The following is a guest post from Jonathan Poritz, an associate professor of mathematics at Colorado State University–Pueblo. It is a companion piece to his article in the newest issue of Academe.
This song is Copyrighted in U.S., under Seal of Copyright #154085, for a period of 28 years, and anybody caught singin’ it without our permission will be mighty good friends of ourn, cause we don’t give a dern. Publish it. Write it. Sing it. Swing to it. Yodel it. We wrote it, that’s all we wanted to do.
—Woodie Guthrie, from a book of his songs in the 1930s
I first heard this quirky quote at the end of Cory Doctorow’s podcasts (which are available, with other great materials, on his site craphound.com), offered as something of an explanation of the Creative Commons license under which he releases those MP3s.
Guthrie’s anti-copyright statement shouldn’t surprise us, coming from a famously impoverished, old-time radical. It is a bit more surprising when a modern essayist and science fiction author like Doctorow, whose income largely comes from the sale of copyrighted material, should have a similar attitude. But he does, and he has convinced his publishers to allow him to post free versions of his works at nearly the same time as (or even before!) the commercial ones.
It’s important that free version here means a version both of zero cost and unencumbered with DRM — DRM is the Digital Restrictions Maintenance which uses software, hardware, and cryptography to make it more difficult (but definitely not impossible) to copy an electronic file, such as the technologies which make it annoying to read a book purchased for the Kindle on any other device.
Doctorow argues quite convincingly that the open approach has been very good for him personally — “I’ve been giving away my books ever since my first novel came out, and boy has it ever made me a bunch of money,” he says in Giving it Away — and that ending the entire charade of DRM would be good for artistic communities as a whole; see, e.g., Why the death of DRM would be good news for readers, writers and publishers.
It’s an odd accident of history that some of the major proponents of “open culture” were directly inspired by the free and open source software movement. I gave a little of the history of FLOSS in my articleInformation Technology Wants to Be Free, which appears in the September-October issue of Academe, but I neglected the connection with culture (due to space considerations).
Let’s get some terminology out of the way here: Richard Stallman, a demi-urge of FLOSS, likes to call it “free software”, and made the original quip “free as in speech, not as in beer.” However, some still find the association with monetary cost too strong, and want to use the term “libre”, taken from romance languages where “of zero cost” is a word like “gratis”, while “free of restrictions” is “libre”. “Open source”, on the other hand, refers to the simultaneous release of a program’s original source code with which any programmer can modify, improve, or steal crucial ideas from, that program. As something of a portmanteaunym, some people choose to call this software FLOSS, for “Free/Libre/Open Source Software”.
As described in my article, Stallman founded an organization called the Free Software Foundation and crafted some legal machinery called the GNU Public License [GPL] to protect the viral nature of the kind of software freedom he envisaged (really, read the article, it’s interesting). The GPL was a direct inspiration for Lawrence Lessig when he founded the Creative Commons, whose CC licenses have helped foster a enormous and vibrant ecosystem of open culture.
In the early days of the modern open culture movement, there were incredulous exclamations that no one would ever release any text (or music or video) of any kind under a CC licence: for how then could these creators make a living? The radicals didn’t yet have the kind of data and cogent analysis as appears in Cory Doctorow’s anti-DRM pieces mentioned above, but they came together under the slightly incoherent (but very provacative) slogan
Information Wants to Be Free
(from which, obviously, the title of my Academe piece was taken).
Actually, Doctorow has made an interesting and powerful critique of this slogan, pointing out for example that “information doesn’t want to be free, people do.” Nevertheless, as a revolutionary slogan, IW2BF states a clear position in opposition to the commoditization of information — and many current battles around higher education seek to defend the non-commodity approach, at least behind our ivyed walls.
Check back tomorrow for Part Two of this post.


(How to complete this task) From start to end, write out the following data exactly, apart from its images.

__________________________________________________

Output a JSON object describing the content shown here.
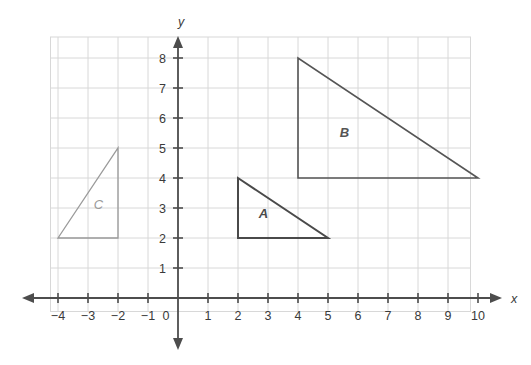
{
  "chart_data": {
    "type": "scatter",
    "title": "",
    "xlabel": "x",
    "ylabel": "y",
    "xlim": [
      -4,
      10
    ],
    "ylim": [
      0,
      8
    ],
    "grid": true,
    "legend": "none",
    "x_ticks": [
      "−4",
      "−3",
      "−2",
      "−1",
      "0",
      "1",
      "2",
      "3",
      "4",
      "5",
      "6",
      "7",
      "8",
      "9",
      "10"
    ],
    "x_tick_values": [
      -4,
      -3,
      -2,
      -1,
      0,
      1,
      2,
      3,
      4,
      5,
      6,
      7,
      8,
      9,
      10
    ],
    "y_ticks": [
      "1",
      "2",
      "3",
      "4",
      "5",
      "6",
      "7",
      "8"
    ],
    "y_tick_values": [
      1,
      2,
      3,
      4,
      5,
      6,
      7,
      8
    ],
    "origin_label": "0",
    "shapes": [
      {
        "name": "A",
        "label": "A",
        "type": "triangle",
        "vertices": [
          [
            2,
            4
          ],
          [
            2,
            2
          ],
          [
            5,
            2
          ]
        ],
        "label_position": [
          2.85,
          2.85
        ],
        "stroke": "#4a4a4a",
        "stroke_width": 2,
        "fill": "none"
      },
      {
        "name": "B",
        "label": "B",
        "type": "triangle",
        "vertices": [
          [
            4,
            8
          ],
          [
            4,
            4
          ],
          [
            10,
            4
          ]
        ],
        "label_position": [
          5.55,
          5.55
        ],
        "stroke": "#555555",
        "stroke_width": 1.6,
        "fill": "none"
      },
      {
        "name": "C",
        "label": "C",
        "type": "triangle",
        "vertices": [
          [
            -2,
            5
          ],
          [
            -2,
            2
          ],
          [
            -4,
            2
          ]
        ],
        "label_position": [
          -2.65,
          3.15
        ],
        "stroke": "#9a9a9a",
        "stroke_width": 1.3,
        "fill": "none"
      }
    ]
  },
  "axes": {
    "x_axis_label": "x",
    "y_axis_label": "y",
    "x_axis_color": "#4d4d4d",
    "y_axis_color": "#4d4d4d",
    "grid_color": "#d8d8d8",
    "tick_label_color": "#3a3a3a"
  },
  "artifacts": {
    "ghost_line_1": "",
    "ghost_line_2": ""
  }
}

__________________________________________________

(Written response)
Output a JSON object describing the content shown here.
{
  "chart_data": {
    "type": "scatter",
    "title": "",
    "xlabel": "x",
    "ylabel": "y",
    "xlim": [
      -4,
      10
    ],
    "ylim": [
      0,
      8
    ],
    "grid": true,
    "legend": "none",
    "x_ticks": [
      "−4",
      "−3",
      "−2",
      "−1",
      "0",
      "1",
      "2",
      "3",
      "4",
      "5",
      "6",
      "7",
      "8",
      "9",
      "10"
    ],
    "x_tick_values": [
      -4,
      -3,
      -2,
      -1,
      0,
      1,
      2,
      3,
      4,
      5,
      6,
      7,
      8,
      9,
      10
    ],
    "y_ticks": [
      "1",
      "2",
      "3",
      "4",
      "5",
      "6",
      "7",
      "8"
    ],
    "y_tick_values": [
      1,
      2,
      3,
      4,
      5,
      6,
      7,
      8
    ],
    "origin_label": "0",
    "shapes": [
      {
        "name": "A",
        "label": "A",
        "type": "triangle",
        "vertices": [
          [
            2,
            4
          ],
          [
            2,
            2
          ],
          [
            5,
            2
          ]
        ],
        "label_position": [
          2.85,
          2.85
        ],
        "stroke": "#4a4a4a",
        "stroke_width": 2,
        "fill": "none"
      },
      {
        "name": "B",
        "label": "B",
        "type": "triangle",
        "vertices": [
          [
            4,
            8
          ],
          [
            4,
            4
          ],
          [
            10,
            4
          ]
        ],
        "label_position": [
          5.55,
          5.55
        ],
        "stroke": "#555555",
        "stroke_width": 1.6,
        "fill": "none"
      },
      {
        "name": "C",
        "label": "C",
        "type": "triangle",
        "vertices": [
          [
            -2,
            5
          ],
          [
            -2,
            2
          ],
          [
            -4,
            2
          ]
        ],
        "label_position": [
          -2.65,
          3.15
        ],
        "stroke": "#9a9a9a",
        "stroke_width": 1.3,
        "fill": "none"
      }
    ]
  },
  "axes": {
    "x_axis_label": "x",
    "y_axis_label": "y",
    "x_axis_color": "#4d4d4d",
    "y_axis_color": "#4d4d4d",
    "grid_color": "#d8d8d8",
    "tick_label_color": "#3a3a3a"
  },
  "artifacts": {
    "ghost_line_1": "",
    "ghost_line_2": ""
  }
}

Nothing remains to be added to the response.